The Foreigner
The Foreigner is a comedic play by Larry Shue, first performed in New York in 1984. It follows the adventures of a boring and chronically shy Englishman named Charlie Baker during his three-day stay in a rural fishing lodge in Georgia. He is there with his friend S/Sgt. "Froggy" LaSueur, who is on official business with the American military, depressed over his nowhere job and his marriage to a wife who has been consistently unfaithful and is now terribly ill. He feels he cannot talk to people, so he pretends to be a foreigner who speaks no English, and in doing so inadvertently charms many of the locals, including the widowed owner of the lodge Betty Meeks, bitter ex-debuntante Catherine Simms, and Catherine's dim-witted younger brother Ellard. But things get complicated when Catherine's fiance David accidentally impregnates her, and the racist property inspector Owen threatens to condemn the property and turn it into headquarters for the Ku Klux Klan. Long story short, Hilarity Ensues.
Not to be confused with the Steven Seagal film.
- Becoming the Mask: Charlie and his "foreign man" persona
- Big Bad: Owen.
- Bond One-Liner: Froggy gets an awesome one after blowing up the van : "Bloody foreign cars, can't trust 'em".
- Cool Old Lady: Betty.
- Corrupt Hick: Owen Musser, in spades.
- The Dragon: David.
- Fake Nationality: A rare in-play example.
- Five-Man Band:
- The Hero would be Charlie, though he's mostly of the reluctant variety.
- The Lancer is Froggy.
- The Big Guy is Ellard.
- The Chick: Catherine.
- Genius Ditz: What everyone thinks Ellard is when he starts "teaching" Charlie how to speak English.
- The Ghost: Charlie's wife Mary, and Betty's late husband.
- Little Red Riding Hood: When prompted to tell a story in his native language, Charlie tells this, with the help of ridiculous hand gestures.
- Obfuscating Stupidity: Charlie, though it's not so much stupidity as naivety.
- True Companions: What the heroes have become at the end of the show.
- Unspoken Plan Guarantee: Partly invoked in Act Four; it is acknowledged on-stage, but what the plan itself is we don't find out until the bad guys do.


__TASK BRIEF__. Lines containing the string "TSOs": how many are there below? Answer with the number only.

__RECORDS FOR THE EXERCISE__.
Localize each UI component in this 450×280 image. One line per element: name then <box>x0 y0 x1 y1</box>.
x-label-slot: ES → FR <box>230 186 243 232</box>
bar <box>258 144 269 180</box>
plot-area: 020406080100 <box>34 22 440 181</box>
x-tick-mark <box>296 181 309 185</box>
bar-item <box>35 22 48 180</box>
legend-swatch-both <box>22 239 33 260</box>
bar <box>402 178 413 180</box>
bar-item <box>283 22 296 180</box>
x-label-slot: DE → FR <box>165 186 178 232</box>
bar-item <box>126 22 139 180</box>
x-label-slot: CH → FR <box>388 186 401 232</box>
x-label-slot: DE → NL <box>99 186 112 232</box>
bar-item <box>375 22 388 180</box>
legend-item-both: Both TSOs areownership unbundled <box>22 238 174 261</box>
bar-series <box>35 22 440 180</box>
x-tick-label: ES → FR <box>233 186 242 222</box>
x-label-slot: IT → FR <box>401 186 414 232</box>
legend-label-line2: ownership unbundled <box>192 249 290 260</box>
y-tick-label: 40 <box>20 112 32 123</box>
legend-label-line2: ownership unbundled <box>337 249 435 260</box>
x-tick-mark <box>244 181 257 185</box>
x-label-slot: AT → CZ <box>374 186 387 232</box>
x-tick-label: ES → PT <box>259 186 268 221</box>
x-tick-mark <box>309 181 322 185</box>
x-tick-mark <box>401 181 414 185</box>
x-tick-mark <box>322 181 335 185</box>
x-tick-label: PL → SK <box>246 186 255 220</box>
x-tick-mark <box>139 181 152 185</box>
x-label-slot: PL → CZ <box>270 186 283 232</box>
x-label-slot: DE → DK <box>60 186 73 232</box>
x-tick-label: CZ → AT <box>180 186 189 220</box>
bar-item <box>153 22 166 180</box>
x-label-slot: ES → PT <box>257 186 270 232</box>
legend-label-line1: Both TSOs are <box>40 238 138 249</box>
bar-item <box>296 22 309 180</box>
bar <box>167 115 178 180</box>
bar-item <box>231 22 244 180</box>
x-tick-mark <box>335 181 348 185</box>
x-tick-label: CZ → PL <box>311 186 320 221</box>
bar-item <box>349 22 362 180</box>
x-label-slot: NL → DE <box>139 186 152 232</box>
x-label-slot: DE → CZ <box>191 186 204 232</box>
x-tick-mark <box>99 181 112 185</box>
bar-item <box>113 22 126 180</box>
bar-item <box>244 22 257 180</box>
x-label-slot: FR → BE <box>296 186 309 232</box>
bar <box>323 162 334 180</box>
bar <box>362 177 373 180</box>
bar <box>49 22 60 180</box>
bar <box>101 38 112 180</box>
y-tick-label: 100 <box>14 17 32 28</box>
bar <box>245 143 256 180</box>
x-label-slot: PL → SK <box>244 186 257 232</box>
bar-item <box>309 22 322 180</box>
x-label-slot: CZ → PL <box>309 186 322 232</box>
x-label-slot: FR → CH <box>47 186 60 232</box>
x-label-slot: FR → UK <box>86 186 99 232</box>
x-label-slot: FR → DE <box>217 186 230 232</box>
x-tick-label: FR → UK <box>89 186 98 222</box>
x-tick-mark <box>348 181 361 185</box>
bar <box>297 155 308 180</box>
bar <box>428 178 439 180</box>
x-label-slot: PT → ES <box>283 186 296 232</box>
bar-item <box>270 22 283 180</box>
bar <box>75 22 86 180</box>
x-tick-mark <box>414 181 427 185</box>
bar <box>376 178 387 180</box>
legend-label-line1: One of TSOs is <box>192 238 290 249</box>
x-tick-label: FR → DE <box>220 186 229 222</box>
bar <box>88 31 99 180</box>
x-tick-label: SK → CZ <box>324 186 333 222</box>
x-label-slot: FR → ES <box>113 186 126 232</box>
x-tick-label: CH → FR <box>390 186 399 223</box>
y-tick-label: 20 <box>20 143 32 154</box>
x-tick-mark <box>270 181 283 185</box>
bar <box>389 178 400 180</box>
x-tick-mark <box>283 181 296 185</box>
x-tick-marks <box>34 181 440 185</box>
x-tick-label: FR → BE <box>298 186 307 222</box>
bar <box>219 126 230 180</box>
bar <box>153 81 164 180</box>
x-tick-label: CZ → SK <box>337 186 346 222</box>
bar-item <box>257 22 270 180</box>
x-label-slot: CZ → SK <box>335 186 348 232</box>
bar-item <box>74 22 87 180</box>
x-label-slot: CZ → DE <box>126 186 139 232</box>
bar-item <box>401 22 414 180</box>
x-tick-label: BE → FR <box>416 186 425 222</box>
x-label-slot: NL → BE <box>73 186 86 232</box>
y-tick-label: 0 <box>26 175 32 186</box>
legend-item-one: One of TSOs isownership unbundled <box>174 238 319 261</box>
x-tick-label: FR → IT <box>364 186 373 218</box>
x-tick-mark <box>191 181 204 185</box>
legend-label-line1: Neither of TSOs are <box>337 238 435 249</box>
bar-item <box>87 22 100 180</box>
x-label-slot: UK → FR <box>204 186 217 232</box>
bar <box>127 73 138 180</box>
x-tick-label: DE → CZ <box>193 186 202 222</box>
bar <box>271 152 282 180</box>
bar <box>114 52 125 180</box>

__ANSWER TO THIS EXERCISE__. 5